ABOUT THIS TASK: Please set down each line of the data again, unchanged.

Data extracted from a collection:

○ ○ ○

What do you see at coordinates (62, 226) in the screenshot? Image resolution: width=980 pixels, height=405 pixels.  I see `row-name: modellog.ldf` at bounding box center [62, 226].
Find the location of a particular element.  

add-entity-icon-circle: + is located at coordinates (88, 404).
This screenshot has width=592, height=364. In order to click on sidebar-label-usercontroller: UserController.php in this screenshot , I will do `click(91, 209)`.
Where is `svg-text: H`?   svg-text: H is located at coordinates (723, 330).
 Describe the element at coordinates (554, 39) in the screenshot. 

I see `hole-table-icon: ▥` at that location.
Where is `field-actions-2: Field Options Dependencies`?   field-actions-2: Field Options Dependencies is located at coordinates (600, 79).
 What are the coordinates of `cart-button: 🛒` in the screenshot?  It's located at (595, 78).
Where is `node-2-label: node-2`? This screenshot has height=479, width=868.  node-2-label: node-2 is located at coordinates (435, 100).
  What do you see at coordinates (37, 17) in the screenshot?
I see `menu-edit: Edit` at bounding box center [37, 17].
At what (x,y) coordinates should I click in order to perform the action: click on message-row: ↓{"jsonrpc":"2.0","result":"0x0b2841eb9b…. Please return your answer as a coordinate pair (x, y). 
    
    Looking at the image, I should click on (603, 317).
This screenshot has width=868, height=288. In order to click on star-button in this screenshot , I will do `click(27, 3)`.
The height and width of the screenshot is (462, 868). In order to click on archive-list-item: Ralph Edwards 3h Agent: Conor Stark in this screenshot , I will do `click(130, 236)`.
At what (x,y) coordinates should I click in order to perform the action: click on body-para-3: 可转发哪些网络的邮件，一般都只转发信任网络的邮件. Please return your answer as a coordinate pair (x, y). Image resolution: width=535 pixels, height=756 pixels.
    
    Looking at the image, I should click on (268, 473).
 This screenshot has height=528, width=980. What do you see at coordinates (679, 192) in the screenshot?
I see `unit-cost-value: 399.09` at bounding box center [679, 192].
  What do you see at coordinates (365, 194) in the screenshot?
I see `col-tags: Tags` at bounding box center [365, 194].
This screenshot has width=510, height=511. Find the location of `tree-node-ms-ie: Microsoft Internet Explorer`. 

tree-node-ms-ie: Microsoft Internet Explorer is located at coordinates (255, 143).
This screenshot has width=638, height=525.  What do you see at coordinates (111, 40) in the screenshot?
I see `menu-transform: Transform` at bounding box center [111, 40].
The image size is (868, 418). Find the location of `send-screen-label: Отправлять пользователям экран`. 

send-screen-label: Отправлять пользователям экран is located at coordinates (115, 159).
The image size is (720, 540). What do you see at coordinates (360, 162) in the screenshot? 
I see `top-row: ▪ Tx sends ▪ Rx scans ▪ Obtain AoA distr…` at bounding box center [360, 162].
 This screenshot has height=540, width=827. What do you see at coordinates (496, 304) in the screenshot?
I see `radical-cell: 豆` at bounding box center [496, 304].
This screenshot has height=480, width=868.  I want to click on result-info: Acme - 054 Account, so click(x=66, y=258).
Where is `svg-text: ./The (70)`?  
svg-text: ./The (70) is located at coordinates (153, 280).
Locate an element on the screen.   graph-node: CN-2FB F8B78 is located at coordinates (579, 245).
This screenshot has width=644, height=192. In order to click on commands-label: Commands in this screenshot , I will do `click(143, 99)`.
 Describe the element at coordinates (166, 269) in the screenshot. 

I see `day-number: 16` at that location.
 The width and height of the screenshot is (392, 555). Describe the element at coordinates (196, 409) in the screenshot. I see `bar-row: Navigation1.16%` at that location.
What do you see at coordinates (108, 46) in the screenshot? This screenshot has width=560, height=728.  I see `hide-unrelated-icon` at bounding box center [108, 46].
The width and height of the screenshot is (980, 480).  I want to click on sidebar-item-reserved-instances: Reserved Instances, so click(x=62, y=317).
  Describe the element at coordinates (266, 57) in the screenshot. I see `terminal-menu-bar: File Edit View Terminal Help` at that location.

○ ○ ○

RESPONSE FOR THIS EXERCISE:
What do you see at coordinates (62, 226) in the screenshot? Image resolution: width=980 pixels, height=405 pixels.  I see `row-name: modellog.ldf` at bounding box center [62, 226].
Find the location of a particular element.  

add-entity-icon-circle: + is located at coordinates (88, 404).
This screenshot has width=592, height=364. In order to click on sidebar-label-usercontroller: UserController.php in this screenshot , I will do `click(91, 209)`.
Where is `svg-text: H`?   svg-text: H is located at coordinates (723, 330).
 Describe the element at coordinates (554, 39) in the screenshot. 

I see `hole-table-icon: ▥` at that location.
Where is `field-actions-2: Field Options Dependencies`?   field-actions-2: Field Options Dependencies is located at coordinates (600, 79).
 What are the coordinates of `cart-button: 🛒` in the screenshot?  It's located at (595, 78).
Where is `node-2-label: node-2`? This screenshot has height=479, width=868.  node-2-label: node-2 is located at coordinates (435, 100).
  What do you see at coordinates (37, 17) in the screenshot?
I see `menu-edit: Edit` at bounding box center [37, 17].
At what (x,y) coordinates should I click in order to perform the action: click on message-row: ↓{"jsonrpc":"2.0","result":"0x0b2841eb9b…. Please return your answer as a coordinate pair (x, y). 
    
    Looking at the image, I should click on (603, 317).
This screenshot has width=868, height=288. In order to click on star-button in this screenshot , I will do `click(27, 3)`.
The height and width of the screenshot is (462, 868). In order to click on archive-list-item: Ralph Edwards 3h Agent: Conor Stark in this screenshot , I will do `click(130, 236)`.
At what (x,y) coordinates should I click in order to perform the action: click on body-para-3: 可转发哪些网络的邮件，一般都只转发信任网络的邮件. Please return your answer as a coordinate pair (x, y). Image resolution: width=535 pixels, height=756 pixels.
    
    Looking at the image, I should click on (268, 473).
 This screenshot has height=528, width=980. What do you see at coordinates (679, 192) in the screenshot?
I see `unit-cost-value: 399.09` at bounding box center [679, 192].
  What do you see at coordinates (365, 194) in the screenshot?
I see `col-tags: Tags` at bounding box center [365, 194].
This screenshot has width=510, height=511. Find the location of `tree-node-ms-ie: Microsoft Internet Explorer`. 

tree-node-ms-ie: Microsoft Internet Explorer is located at coordinates (255, 143).
This screenshot has width=638, height=525.  What do you see at coordinates (111, 40) in the screenshot?
I see `menu-transform: Transform` at bounding box center [111, 40].
The image size is (868, 418). Find the location of `send-screen-label: Отправлять пользователям экран`. 

send-screen-label: Отправлять пользователям экран is located at coordinates (115, 159).
The image size is (720, 540). What do you see at coordinates (360, 162) in the screenshot? 
I see `top-row: ▪ Tx sends ▪ Rx scans ▪ Obtain AoA distr…` at bounding box center [360, 162].
 This screenshot has height=540, width=827. What do you see at coordinates (496, 304) in the screenshot?
I see `radical-cell: 豆` at bounding box center [496, 304].
This screenshot has height=480, width=868.  I want to click on result-info: Acme - 054 Account, so click(x=66, y=258).
Where is `svg-text: ./The (70)`?  
svg-text: ./The (70) is located at coordinates (153, 280).
Locate an element on the screen.   graph-node: CN-2FB F8B78 is located at coordinates (579, 245).
This screenshot has width=644, height=192. In order to click on commands-label: Commands in this screenshot , I will do `click(143, 99)`.
 Describe the element at coordinates (166, 269) in the screenshot. 

I see `day-number: 16` at that location.
 The width and height of the screenshot is (392, 555). Describe the element at coordinates (196, 409) in the screenshot. I see `bar-row: Navigation1.16%` at that location.
What do you see at coordinates (108, 46) in the screenshot? This screenshot has width=560, height=728.  I see `hide-unrelated-icon` at bounding box center [108, 46].
The width and height of the screenshot is (980, 480).  I want to click on sidebar-item-reserved-instances: Reserved Instances, so click(x=62, y=317).
  Describe the element at coordinates (266, 57) in the screenshot. I see `terminal-menu-bar: File Edit View Terminal Help` at that location.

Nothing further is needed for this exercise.